Here's the uncomfortable truth: there probably isn't such a thing as a "healthy British moorland ecosystem"—at least not in the way we currently understand moorlands.

What we call moorland is mostly the result of thousands of years of deforestation, grazing, and burning. Left to natural processes, these uplands would become a complex mosaic. On well-drained slopes, scrub would give way to native woodland - birch, rowan, oak, Scots pine - with lynx and wolves controlling deer, raptors hunting freely. In steep valleys, clough woodlands would thrive. But on deep peat where water tables are high, blanket bogs would remain - naturally treeless, waterlogged habitats that have been bog for thousands of years. These bogs are vital carbon stores and natural ecosystems in their own right.

The shooting estates aren't wrong that their management supports some species. Curlews and lapwings do breed there. But they're optimizing for an artificial system that requires constant intervention to prevent it from becoming what it naturally wants to be, maintaining an arrested, simplified version of what should be a dynamic, complex landscape. Instead of a mosaic of woodland, scrub, wet heath, blanket bog, and natural grassland shaped by wild herbivores and predators, we get a monoculture of managed heather, burned on rotation, with anything that competes with grouse systematically removed.

Which makes the whole "conservation" argument even more absurd.

They're not conserving a natural ecosystem.
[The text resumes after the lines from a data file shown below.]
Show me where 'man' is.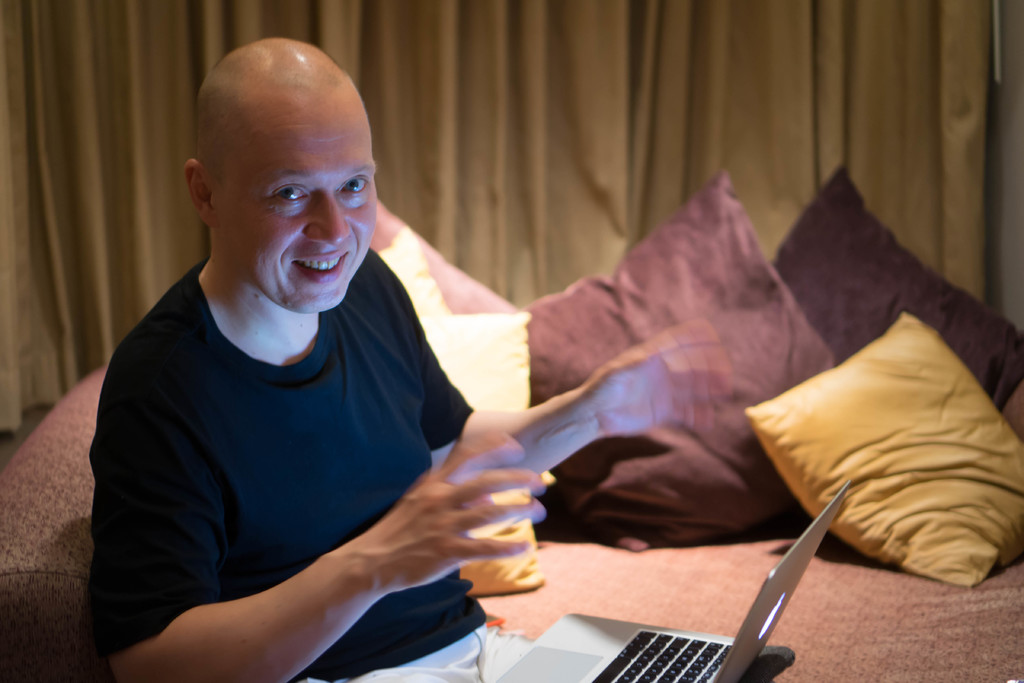
'man' is at locate(72, 54, 596, 677).
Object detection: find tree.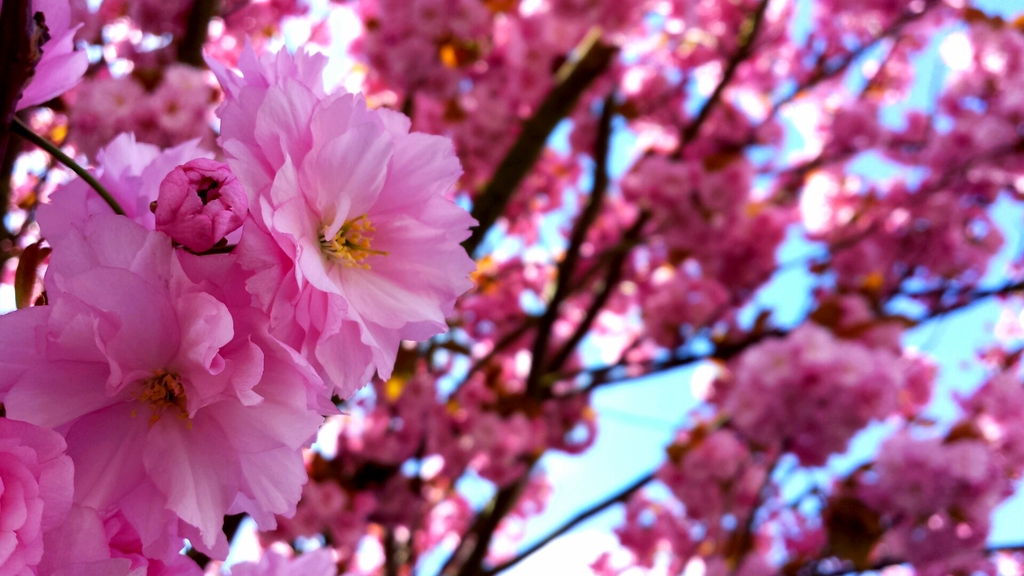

They've created vast outdoor enclosures - artificial habitats meticulously managed to suit a few select species, with anything that might threaten those species systematically eliminated. As I've written before, what makes an animal part of nature isn't just its species, but what it does to its environment - its ecological role, the relationships it maintains, the way it shapes and is shaped by the living system around it. A curlew breeding on a grouse moor, in a landscape stripped of predators and burned to maintain artificial conditions, isn't really "wild" any more than a lion in a zoo enclosure. It's a captive animal in a fancy cage that happens to cover thousands of acres.

And these sterile, heather lined cages in which this theatrical charade of conservation is played out aren't even their ideal habitat - it's where they ended up after agricultural intensification destroyed the lowland wet grasslands and rough farmland they prefer. The shooting estates are exploiting species that have been pushed to marginal habitats by human activity, using their presence to justify preventing the landscape restoration that would actually benefit them long-term.

So the better question isn't "what does a healthy moorland look like?" It's "should we even have moorlands, or should we be letting these landscapes rewild into the woodlands, bogs, and scrub that would naturally occur here?"
With lynx and wolves controlling deer and foxes. With raptors hunting freely. With natural disturbance regimes and woodland regeneration and functioning trophic cascades. With peatlands that aren't burned and degraded, storing carbon instead of releasing it.
That's what a healthy upland ecosystem looks like in Britain. And it looks nothing like a grouse moor.
But we can't have that conversation as long as shooting estates control the narrative with their cherry-picked species counts, convincing policymakers that burning peatland to boost curlew numbers is "conservation.”